The Structure of Evolutionary Theory

(Michael S) #1

Historical Constraints and the Evolution of Development 1099


Myriapoda and, for that matter, in the equally homonomous sister phylum of
onychophorans (Grenier et al., 1997). De Rosa et al. (1999) conclude that the full
complement must be even more ancient, as phyletic analysis indicates a minimum of
7 Hox genes for the bilaterian ancestor, and at least 8 for the common ancestor of
protostome phyla.
Thus, the differentiation of distinctive bilaterian body plans has occurred not by
the duplication or recruitment of additional Hox genes, but by changes in their
regulation and their downstream targets. Presumably, Hox genes "read" positional
information to set the location of differentiating structures, thereby triggering the
cascade of downsteam architects, but not building the varied structures themselves.

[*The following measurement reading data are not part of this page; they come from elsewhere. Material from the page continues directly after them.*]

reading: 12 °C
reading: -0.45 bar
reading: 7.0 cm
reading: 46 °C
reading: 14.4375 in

As Warren et al. (1994, p. 461) write: Hox genes "provided a pre-existing groundplan
upon which insect segmental diversity evolved." Carroll (1995, p. 483) therefore
restated the Lewis hypothesis as follows: "What has evolved in the course of insect
and fly evolution are not new genes but new regulatory interactions between BX-C
proteins and genes involved in limb formation and wing morphogenesis."

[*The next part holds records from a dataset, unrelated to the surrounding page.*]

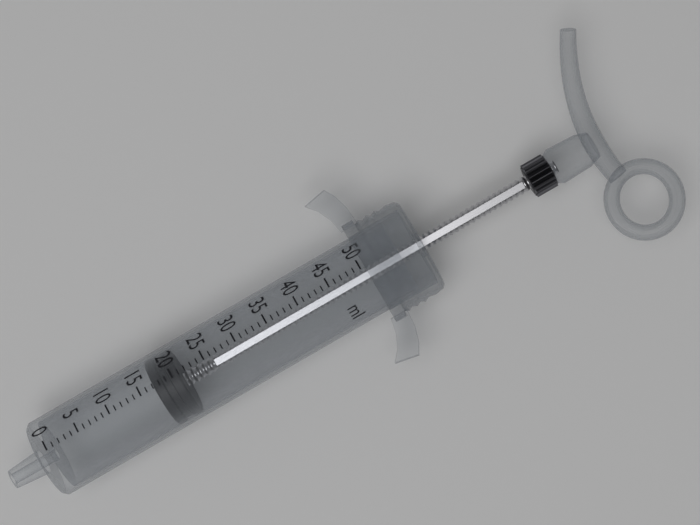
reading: 17 ml
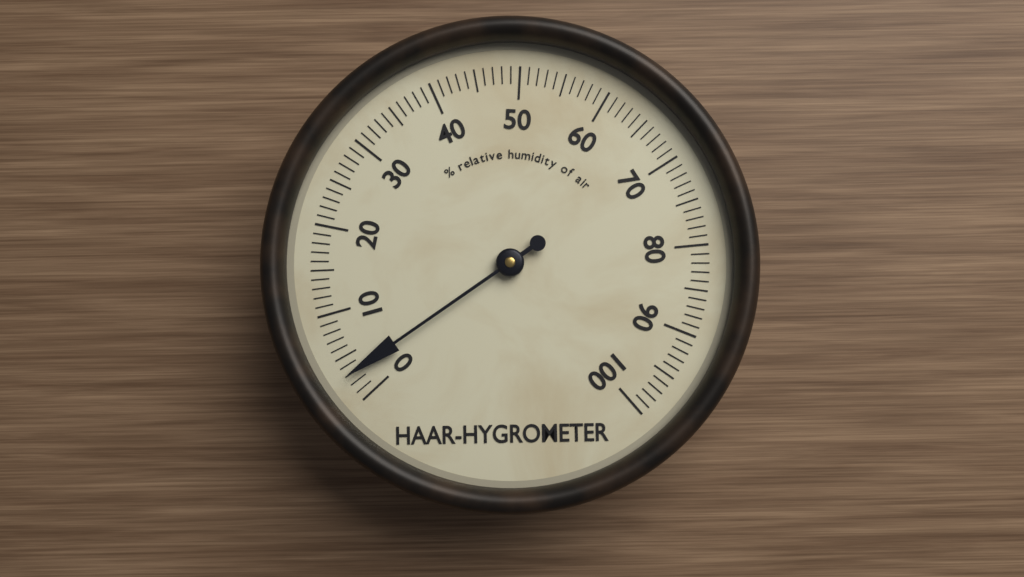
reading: 3 %
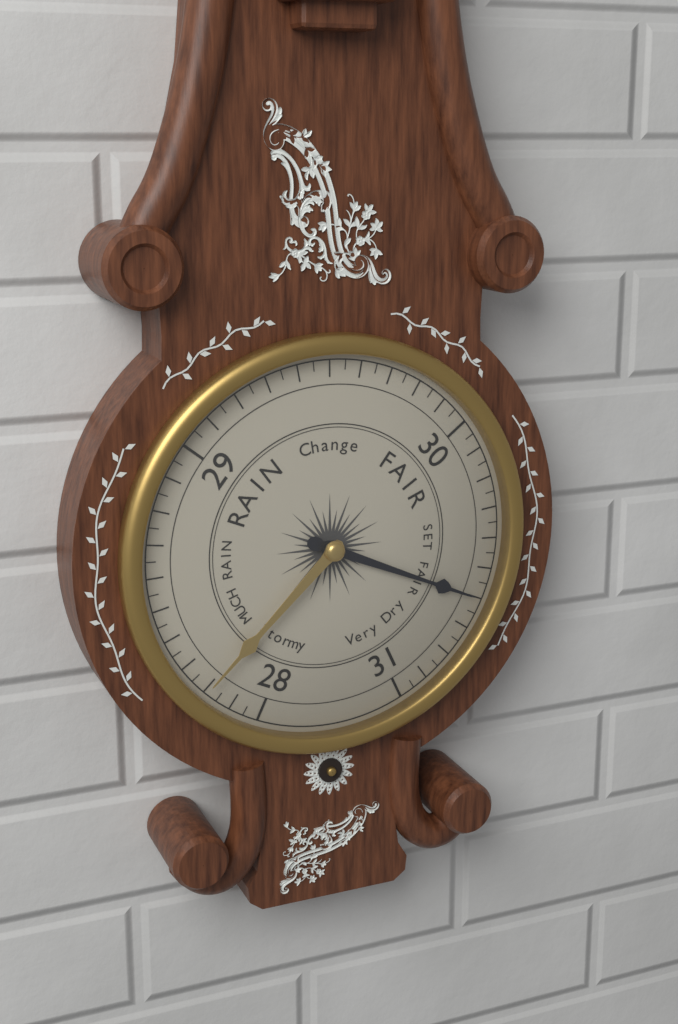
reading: 30.60 (no unit)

The discovery of the homeobox—a 180 base pair unit coding for a 60 amino
acid homeodomain with important regulatory action as a DNA binding protein—as a
common constituent of Hox genes (and others as well) opened the floodgates of this
amazingly fruitful research in the early 1980's. By probing for homeoboxes, Hox
genes could quickly be located and characterized, and (even more crucially for
evolutionary analysis) their homology to genes of other organisms (even in other
phyla) established. The two homeotic complexes of Drosophila—Antennapedia
(ANT-C) and Bithorax (BX-C)— were quickly revealed as separated subunits,
controlling the positioning of anterior and posterior structures along the A-P axis
respectively, of a single Hox cluster that maintains its integrity in the beetle
Tribolium, and in other nondipteran insects. Powers et al. (2000) show that the
mosquito Anopheles gambiae also retains a single and undivided Hox cluster, so the
Drosophila subdivision does not characterize Diptera in general.

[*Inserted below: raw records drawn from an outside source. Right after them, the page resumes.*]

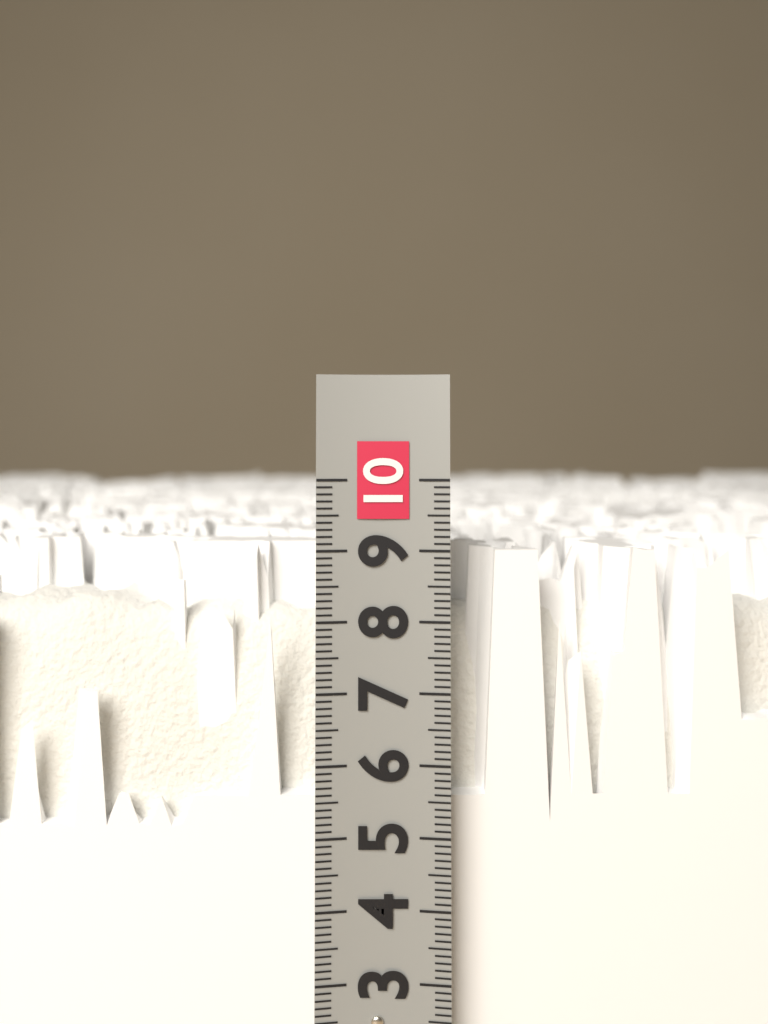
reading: 9.0 (no unit)
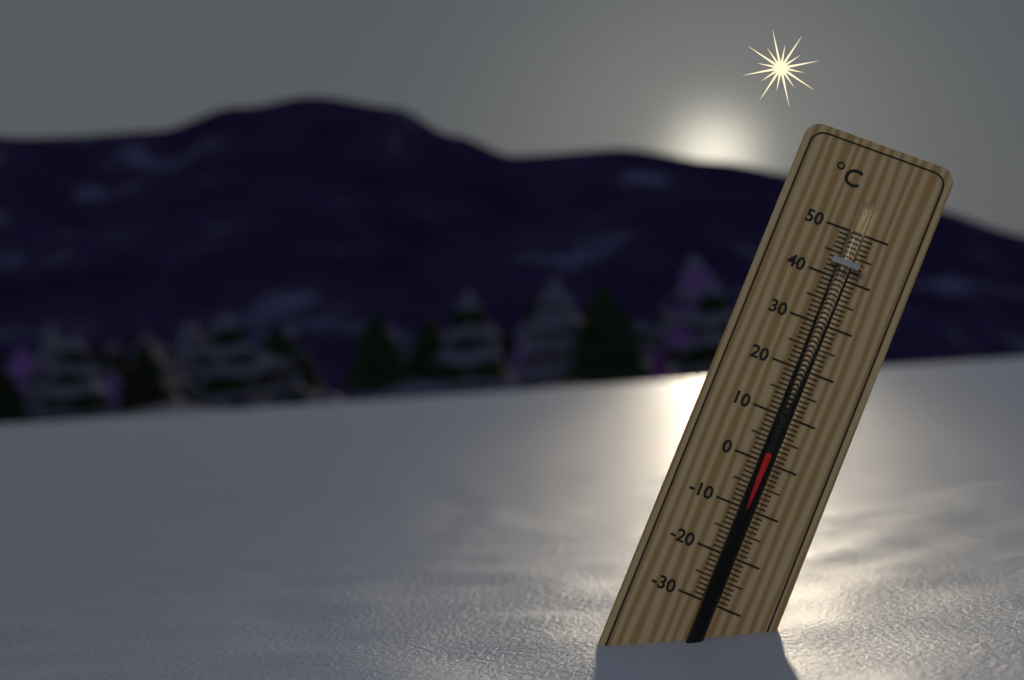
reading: 2 °C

The established rules of "hoxology"* vindicated the central principles of
morphogenesis in Lewis's model, though under an interestingly different genetic
regime. (The BX-C component of the Drosophila Hox sequence contains only three
genes, and if they arose, one from the other, by tandem duplication, these events
probably preceded the separation of protostome and deuterostome phyla.) But Lewis
could not have been more prescient in recognizing the essential sequence and form of
Hox action, and in specifying the implied consequences and tests. Lewis's principle
established the basis for discovering homologous genes (and homologous actions) in
distant groups, thus potentiating evo-devo's greatest and most surprising discovery of
"deep homology" among animal phyla—the key to the reevaluation of



  • The verbal pun upon "doxology"—the short, formulaic, and unvarying, prayers of
    Christian liturgy—inevitably comes to mind, although we trust that the norms of science
    will prevail to impose substantial and interesting improvements upon the current hoxology.